This one fake for photshopped?
In Yemen, it's a tradition. They get young girls to marry old men
Child Brides in Yemen Seek Legal Protection
February 01, 2010 0:00 AM
A legislation in the country's parliament to set the minimum age for marriage at 17 has been languishing for a year
In many parts of Yemen, it is customary to marry girls as young as 10-years old. About a year ago, a bill was introduced to the country's parliament that would set the minimum age for marriage at 17. But it continues to languish in committees after some religious leaders voiced their opposition.
Sally al-Sahabi lives in a tiny stone hovel with no running water, and rusty hotplate for cooking. When she was 11, she wanted to get married.
Sally says she was seduced by the promise of new clothes and jewels for the first time in her life. But now, at 13-years-old, she thinks marrying her 25-year-old cousin Nabil al-Mushahi was a huge mistake.
Not long after the wedding Sally says she was beaten and raped. She begged her father to help her escape. But he hit her until she bled for disobeying her husband.
And Sally is not alone. Lawyer and children's rights advocate Shadda Nasser says as many as 40 percent of Yemeni girls are married before they are 13-years old. Nasser says the girls grow up uneducated, resenting their husbands, and later their children, for their own lost childhoods.
"They put her in the small jail in the home," Nasser sais. "She cannot go outside, she cannot play, she cannot continue her study. Only she stay in the home."
Having babies before puberty also puts the young brides lives in danger. Girls who give birth before age 18 are almost eight times more likely to die in childbirth than women in their 20s, according to the U.N. children's agency.
Fawziya Youssef was 12-years old when she, and her baby, died in childbirth in September. She had been married to her 26-year-old husband for one year.
Nasser says many families also marry their daughters early to alleviate the pressure of poverty. Almost half of Yemen lives on less than two dollars a day. Sometimes girls are married so the family can collect the dowry traditionally due to the father of the bride, sometimes they are married simply so the parents can have one less mouth to feed.
In February, a bill that would set the minimum marriage age at 17 won a majority of votes in the Yemeni parliament. But before the president could sign it, the bill was blocked. Several prominent sheiks objected, saying it contradicted Islamic law.
Parliament member Sheik Mohammad al-Hamzi says the proposed law is yet another bow to Western culture that would limit choices for families. He says God, not law, decides when a girl is old enough to marry. Yemeni law, he says, should focus on helping to educate parents about what is safe for their children.
Sally's father, Mubkhoot Ahmed, supports the law, but also blames early marriage on illiteracy and ignorance. He says he did not know it could harm his daughter, and admits to beating her after he was accused of teaching her not to sleep with her husband.
But after Sally ran away, refused to eat for three days, and then threatened to kill herself, Ahmed realized how much Sally suffered as a young bride. He is now fighting for his daughter's divorce and says although he is illiterate, he should now have a college degree in the dangers of early marriage.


### EXERCISE REQUIREMENTS
Return the entries that follow exactly, with no images.

** Opening EXERCISE INPUTS block **

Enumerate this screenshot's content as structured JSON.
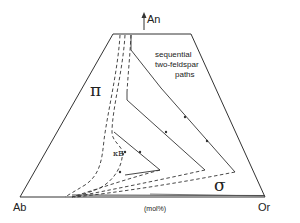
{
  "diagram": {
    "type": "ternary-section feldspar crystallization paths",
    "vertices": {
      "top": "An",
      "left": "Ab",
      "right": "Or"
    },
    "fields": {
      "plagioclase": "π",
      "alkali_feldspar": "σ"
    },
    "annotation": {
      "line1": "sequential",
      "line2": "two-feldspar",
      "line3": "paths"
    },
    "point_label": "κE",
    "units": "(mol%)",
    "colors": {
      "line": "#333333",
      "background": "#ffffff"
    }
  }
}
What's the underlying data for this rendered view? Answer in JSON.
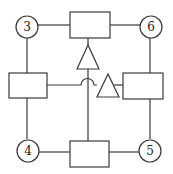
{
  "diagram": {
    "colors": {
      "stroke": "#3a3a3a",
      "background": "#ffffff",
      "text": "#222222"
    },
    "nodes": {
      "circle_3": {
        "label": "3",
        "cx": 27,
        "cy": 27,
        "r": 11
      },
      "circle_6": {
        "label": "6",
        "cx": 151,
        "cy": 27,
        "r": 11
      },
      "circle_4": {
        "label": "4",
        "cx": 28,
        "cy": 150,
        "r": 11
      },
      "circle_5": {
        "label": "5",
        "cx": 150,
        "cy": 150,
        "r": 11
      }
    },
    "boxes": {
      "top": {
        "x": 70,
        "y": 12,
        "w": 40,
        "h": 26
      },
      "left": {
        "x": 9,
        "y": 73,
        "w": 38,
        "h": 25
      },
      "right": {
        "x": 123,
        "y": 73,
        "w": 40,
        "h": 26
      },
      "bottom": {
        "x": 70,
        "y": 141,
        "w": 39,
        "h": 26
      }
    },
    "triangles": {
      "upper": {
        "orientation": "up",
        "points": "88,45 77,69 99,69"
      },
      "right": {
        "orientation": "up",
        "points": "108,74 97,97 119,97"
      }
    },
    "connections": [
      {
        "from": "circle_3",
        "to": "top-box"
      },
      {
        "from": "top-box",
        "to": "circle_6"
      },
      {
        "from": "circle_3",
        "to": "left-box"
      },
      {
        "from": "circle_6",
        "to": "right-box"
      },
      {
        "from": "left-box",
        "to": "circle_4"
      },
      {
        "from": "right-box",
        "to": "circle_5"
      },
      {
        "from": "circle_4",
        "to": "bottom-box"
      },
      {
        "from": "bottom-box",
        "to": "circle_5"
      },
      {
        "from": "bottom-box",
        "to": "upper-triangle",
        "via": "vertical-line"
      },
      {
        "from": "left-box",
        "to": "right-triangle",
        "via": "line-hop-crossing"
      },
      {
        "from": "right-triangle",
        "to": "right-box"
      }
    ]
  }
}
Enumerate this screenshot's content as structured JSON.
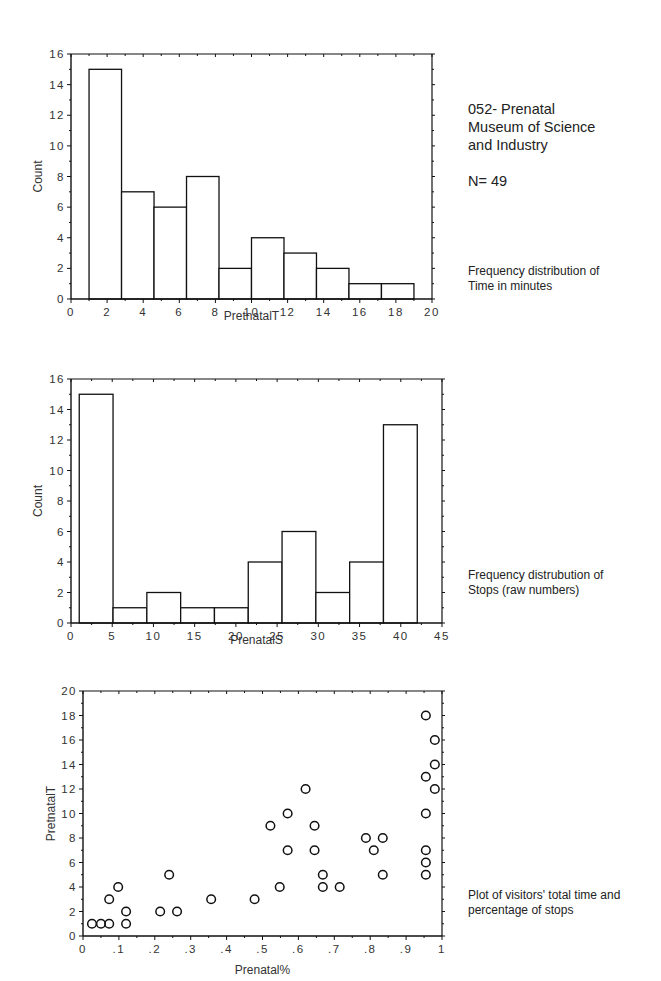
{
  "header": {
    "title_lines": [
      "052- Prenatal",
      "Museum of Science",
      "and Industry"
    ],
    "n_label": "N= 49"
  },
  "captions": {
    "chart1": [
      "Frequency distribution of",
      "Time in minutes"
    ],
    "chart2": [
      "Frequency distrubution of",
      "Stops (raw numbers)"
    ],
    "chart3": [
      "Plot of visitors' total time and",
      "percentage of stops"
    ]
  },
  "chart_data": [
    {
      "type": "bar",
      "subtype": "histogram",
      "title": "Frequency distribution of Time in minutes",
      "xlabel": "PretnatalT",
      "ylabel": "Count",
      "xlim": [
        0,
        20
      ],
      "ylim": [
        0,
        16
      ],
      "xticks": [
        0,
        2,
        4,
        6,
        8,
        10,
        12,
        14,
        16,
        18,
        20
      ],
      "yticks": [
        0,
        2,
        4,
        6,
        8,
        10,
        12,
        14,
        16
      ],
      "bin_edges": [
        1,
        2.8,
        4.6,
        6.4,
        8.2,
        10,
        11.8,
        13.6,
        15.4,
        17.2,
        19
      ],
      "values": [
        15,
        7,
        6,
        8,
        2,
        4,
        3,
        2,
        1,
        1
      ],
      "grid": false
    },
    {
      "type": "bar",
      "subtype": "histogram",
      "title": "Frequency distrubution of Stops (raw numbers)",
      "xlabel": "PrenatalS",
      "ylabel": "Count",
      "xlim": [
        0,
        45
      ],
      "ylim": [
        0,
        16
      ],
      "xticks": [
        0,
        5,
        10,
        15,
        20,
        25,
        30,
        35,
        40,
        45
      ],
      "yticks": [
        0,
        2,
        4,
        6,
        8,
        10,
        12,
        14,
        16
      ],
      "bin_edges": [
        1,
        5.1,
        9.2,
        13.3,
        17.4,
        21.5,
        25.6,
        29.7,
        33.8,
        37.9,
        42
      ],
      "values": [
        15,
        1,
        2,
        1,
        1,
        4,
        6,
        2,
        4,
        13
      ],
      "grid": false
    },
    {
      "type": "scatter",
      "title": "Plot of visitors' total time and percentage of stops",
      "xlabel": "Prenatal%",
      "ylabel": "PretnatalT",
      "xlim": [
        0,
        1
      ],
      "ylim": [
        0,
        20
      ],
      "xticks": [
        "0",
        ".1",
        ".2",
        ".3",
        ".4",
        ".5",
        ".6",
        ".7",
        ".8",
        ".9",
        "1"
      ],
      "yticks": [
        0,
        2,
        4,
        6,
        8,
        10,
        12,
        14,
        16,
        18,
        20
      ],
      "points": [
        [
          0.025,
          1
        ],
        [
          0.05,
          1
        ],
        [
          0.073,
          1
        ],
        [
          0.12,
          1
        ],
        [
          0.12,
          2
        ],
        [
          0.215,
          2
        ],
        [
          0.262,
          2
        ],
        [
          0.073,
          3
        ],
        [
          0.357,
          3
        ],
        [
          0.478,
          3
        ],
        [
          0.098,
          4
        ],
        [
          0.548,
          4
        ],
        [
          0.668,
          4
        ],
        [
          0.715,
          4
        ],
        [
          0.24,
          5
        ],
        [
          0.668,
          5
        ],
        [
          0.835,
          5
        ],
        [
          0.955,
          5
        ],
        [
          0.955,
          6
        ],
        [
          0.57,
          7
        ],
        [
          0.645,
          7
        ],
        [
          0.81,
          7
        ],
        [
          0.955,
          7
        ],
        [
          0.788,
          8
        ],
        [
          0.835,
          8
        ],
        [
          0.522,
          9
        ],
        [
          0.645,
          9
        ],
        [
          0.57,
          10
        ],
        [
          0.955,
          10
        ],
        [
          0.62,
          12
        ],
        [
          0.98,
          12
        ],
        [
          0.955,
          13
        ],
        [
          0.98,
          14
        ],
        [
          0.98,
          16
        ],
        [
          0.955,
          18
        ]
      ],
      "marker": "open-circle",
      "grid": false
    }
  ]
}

** Closing EXERCISE INPUTS block **

### THE ANSWER
Enumerate this screenshot's content as structured JSON.
{
  "diagram": {
    "type": "ternary-section feldspar crystallization paths",
    "vertices": {
      "top": "An",
      "left": "Ab",
      "right": "Or"
    },
    "fields": {
      "plagioclase": "π",
      "alkali_feldspar": "σ"
    },
    "annotation": {
      "line1": "sequential",
      "line2": "two-feldspar",
      "line3": "paths"
    },
    "point_label": "κE",
    "units": "(mol%)",
    "colors": {
      "line": "#333333",
      "background": "#ffffff"
    }
  }
}
What's the underlying data for this rendered view? Answer in JSON.
{
  "diagram": {
    "colors": {
      "stroke": "#3a3a3a",
      "background": "#ffffff",
      "text": "#222222"
    },
    "nodes": {
      "circle_3": {
        "label": "3",
        "cx": 27,
        "cy": 27,
        "r": 11
      },
      "circle_6": {
        "label": "6",
        "cx": 151,
        "cy": 27,
        "r": 11
      },
      "circle_4": {
        "label": "4",
        "cx": 28,
        "cy": 150,
        "r": 11
      },
      "circle_5": {
        "label": "5",
        "cx": 150,
        "cy": 150,
        "r": 11
      }
    },
    "boxes": {
      "top": {
        "x": 70,
        "y": 12,
        "w": 40,
        "h": 26
      },
      "left": {
        "x": 9,
        "y": 73,
        "w": 38,
        "h": 25
      },
      "right": {
        "x": 123,
        "y": 73,
        "w": 40,
        "h": 26
      },
      "bottom": {
        "x": 70,
        "y": 141,
        "w": 39,
        "h": 26
      }
    },
    "triangles": {
      "upper": {
        "orientation": "up",
        "points": "88,45 77,69 99,69"
      },
      "right": {
        "orientation": "up",
        "points": "108,74 97,97 119,97"
      }
    },
    "connections": [
      {
        "from": "circle_3",
        "to": "top-box"
      },
      {
        "from": "top-box",
        "to": "circle_6"
      },
      {
        "from": "circle_3",
        "to": "left-box"
      },
      {
        "from": "circle_6",
        "to": "right-box"
      },
      {
        "from": "left-box",
        "to": "circle_4"
      },
      {
        "from": "right-box",
        "to": "circle_5"
      },
      {
        "from": "circle_4",
        "to": "bottom-box"
      },
      {
        "from": "bottom-box",
        "to": "circle_5"
      },
      {
        "from": "bottom-box",
        "to": "upper-triangle",
        "via": "vertical-line"
      },
      {
        "from": "left-box",
        "to": "right-triangle",
        "via": "line-hop-crossing"
      },
      {
        "from": "right-triangle",
        "to": "right-box"
      }
    ]
  }
}
Enumerate this screenshot's content as structured JSON.
{
  "header": {
    "title_lines": [
      "052- Prenatal",
      "Museum of Science",
      "and Industry"
    ],
    "n_label": "N= 49"
  },
  "captions": {
    "chart1": [
      "Frequency distribution of",
      "Time in minutes"
    ],
    "chart2": [
      "Frequency distrubution of",
      "Stops (raw numbers)"
    ],
    "chart3": [
      "Plot of visitors' total time and",
      "percentage of stops"
    ]
  },
  "chart_data": [
    {
      "type": "bar",
      "subtype": "histogram",
      "title": "Frequency distribution of Time in minutes",
      "xlabel": "PretnatalT",
      "ylabel": "Count",
      "xlim": [
        0,
        20
      ],
      "ylim": [
        0,
        16
      ],
      "xticks": [
        0,
        2,
        4,
        6,
        8,
        10,
        12,
        14,
        16,
        18,
        20
      ],
      "yticks": [
        0,
        2,
        4,
        6,
        8,
        10,
        12,
        14,
        16
      ],
      "bin_edges": [
        1,
        2.8,
        4.6,
        6.4,
        8.2,
        10,
        11.8,
        13.6,
        15.4,
        17.2,
        19
      ],
      "values": [
        15,
        7,
        6,
        8,
        2,
        4,
        3,
        2,
        1,
        1
      ],
      "grid": false
    },
    {
      "type": "bar",
      "subtype": "histogram",
      "title": "Frequency distrubution of Stops (raw numbers)",
      "xlabel": "PrenatalS",
      "ylabel": "Count",
      "xlim": [
        0,
        45
      ],
      "ylim": [
        0,
        16
      ],
      "xticks": [
        0,
        5,
        10,
        15,
        20,
        25,
        30,
        35,
        40,
        45
      ],
      "yticks": [
        0,
        2,
        4,
        6,
        8,
        10,
        12,
        14,
        16
      ],
      "bin_edges": [
        1,
        5.1,
        9.2,
        13.3,
        17.4,
        21.5,
        25.6,
        29.7,
        33.8,
        37.9,
        42
      ],
      "values": [
        15,
        1,
        2,
        1,
        1,
        4,
        6,
        2,
        4,
        13
      ],
      "grid": false
    },
    {
      "type": "scatter",
      "title": "Plot of visitors' total time and percentage of stops",
      "xlabel": "Prenatal%",
      "ylabel": "PretnatalT",
      "xlim": [
        0,
        1
      ],
      "ylim": [
        0,
        20
      ],
      "xticks": [
        "0",
        ".1",
        ".2",
        ".3",
        ".4",
        ".5",
        ".6",
        ".7",
        ".8",
        ".9",
        "1"
      ],
      "yticks": [
        0,
        2,
        4,
        6,
        8,
        10,
        12,
        14,
        16,
        18,
        20
      ],
      "points": [
        [
          0.025,
          1
        ],
        [
          0.05,
          1
        ],
        [
          0.073,
          1
        ],
        [
          0.12,
          1
        ],
        [
          0.12,
          2
        ],
        [
          0.215,
          2
        ],
        [
          0.262,
          2
        ],
        [
          0.073,
          3
        ],
        [
          0.357,
          3
        ],
        [
          0.478,
          3
        ],
        [
          0.098,
          4
        ],
        [
          0.548,
          4
        ],
        [
          0.668,
          4
        ],
        [
          0.715,
          4
        ],
        [
          0.24,
          5
        ],
        [
          0.668,
          5
        ],
        [
          0.835,
          5
        ],
        [
          0.955,
          5
        ],
        [
          0.955,
          6
        ],
        [
          0.57,
          7
        ],
        [
          0.645,
          7
        ],
        [
          0.81,
          7
        ],
        [
          0.955,
          7
        ],
        [
          0.788,
          8
        ],
        [
          0.835,
          8
        ],
        [
          0.522,
          9
        ],
        [
          0.645,
          9
        ],
        [
          0.57,
          10
        ],
        [
          0.955,
          10
        ],
        [
          0.62,
          12
        ],
        [
          0.98,
          12
        ],
        [
          0.955,
          13
        ],
        [
          0.98,
          14
        ],
        [
          0.98,
          16
        ],
        [
          0.955,
          18
        ]
      ],
      "marker": "open-circle",
      "grid": false
    }
  ]
}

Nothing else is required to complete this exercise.